2024 SECHELT ARTS FESTIVAL
Beginning in 2024, under the guidance of the Sunshine Coast Arts Council, the Sechelt Arts Festival connects art, ecology and climate change. We envision art as a means of calling attention to relationships – to our local ecologies, to our companion communities, and to the land, air and waters that make this part of the world so remarkable and unique. Art has the ability to help us think through difficult ideas through play, joy, community and belonging. It is in dance, theatre and music that we are able to move through and with ideas; it is through the language of visual art that we are able to give form; and it is through words and texts that we shape sometimes incomprehensible ideas. And for many, the climate and our changing natural environment is one of those ideas. The Festival seeks to weave together environmental, cultural and social ideas as a means of inspiring our communities.
THE SALISH SEA
Between September 20 - 30, 2024 we celebrated the Salish Sea – its other-than-human inhabitants, its waterways and estuaries, its stories of travel and exchange, and its vitalness to Sechelt and its communities. Sechelt, as the land between two waters, has been shaped by the Salish Sea – our past, present and future bound to her, despite the increasing challenges of rising waterways and warming oceans.

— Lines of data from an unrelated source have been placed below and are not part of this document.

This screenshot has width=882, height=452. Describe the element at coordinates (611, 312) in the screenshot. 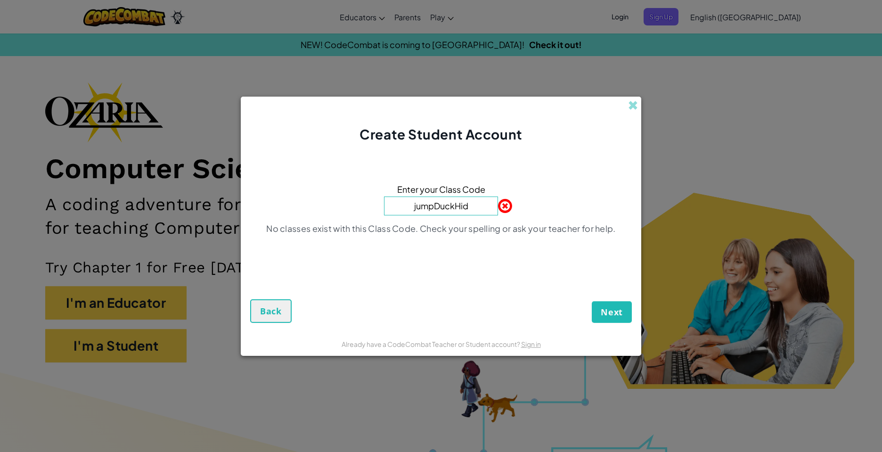

I see `span: Next` at that location. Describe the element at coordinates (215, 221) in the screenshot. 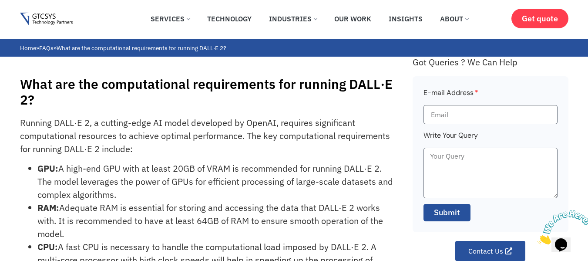

I see `li: Adequate RAM is essential for storing and accessing the data that DALL·E 2 works with. It is reco...` at that location.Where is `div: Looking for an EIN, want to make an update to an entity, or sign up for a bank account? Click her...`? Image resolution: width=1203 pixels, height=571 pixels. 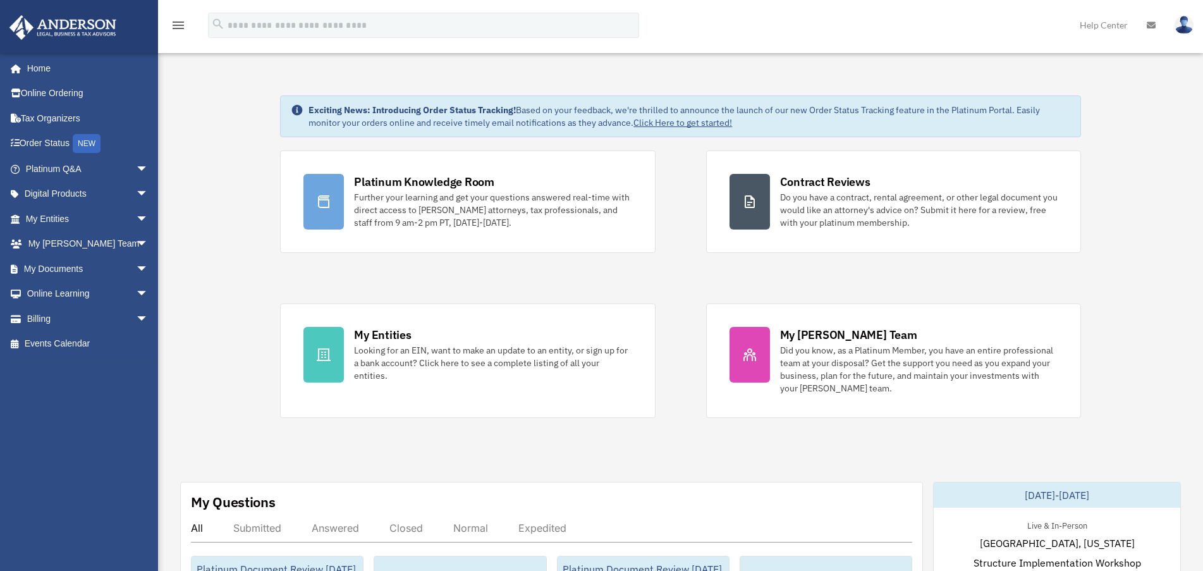
div: Looking for an EIN, want to make an update to an entity, or sign up for a bank account? Click her... is located at coordinates (492, 363).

Hosted at the Chapman Creek/Mission Point Estuary, we presented a series of interconnected events - from a Field School of artists, educators and ecologists learning with the Chapman Creek Estuary, to a series of activities, walks and workshops centering shíshálh ways of knowing the Salish Sea, to a community procession celebrating the equinox, all culminating in a free, out-door festival.


































To announce the new Sechelt Arts Festival, we hosted two exhibitions that spoke to the theme of the festival, and its focus on art, ecology and climate change. This allowed us to bring more than 1,100 to the Arts Center to experience GO FISH, an immersive installation by Nettie Wild + Scott Smith. We announced the format of the new SAF, and its celebration of the autumnal equinox on September 21, 2024 at Chapman Creek/Mission Point.
Stories of the Estuary
September 21, 2024 | Festival Celebration, 6pm – 9pm | Free, Open to All
The Sechelt Arts Festival invites you to a celebration of the Salish Sea - its other-than-human inhabitants, its waterways and estuaries, its stories of travel and exchange, and its vitalness to Sechelt and its communities. Sechelt, as the land between two waters, has been shaped by the Salish Sea
We will gather at 6pm on the Davis Bay pier for a procession guided by musicians, drummers, dancers and puppets – all celebrating the creatures of the sea. Weaving shíshálh drumming, song and storytelling, with the power of taiko and the beauty of the shakuhachi flute, the procession unfolds a story of the raven, the estuary, and the equinox.
Cast for Equinox Raven include: Andy Johnson, cultural ambassador shishalh nation; Cora Lee Joe-Louise, dancer; Maggie Guzzi, raven; Connor Dixon, dancer; Gerardo Avila, equinox character mask; Noriko Kobayashi, taiko and shamisen (Japanese banjo); Kage, taiko; Bushido: Alcvin Ryūzen Ramos, shakuhachi, shinobue player, and Nori Akagi, taiko; Flags: Hazel Bell-Koski
Following the procession, we will gather at Mission Point House for music, storytelling and hands on activities. We gather to celebrate the shifting cycles of light, the return of the salmon to Chapman Creek, and the rich connections that the Salish Sea has brought to our communities.
In collaboration with the Coast Rogue Arts Society, music includes The Walrus (Deano and Kachy – loop beats with live bass and singing) and Mivule (Reggae, Afrobeat and Dub performed in English as well as Luganda)
Digital Storytelling with Kamala Todd | Art making led by Jessica Silvey | Learning with the land activities with Ali and Bella Casey | And more…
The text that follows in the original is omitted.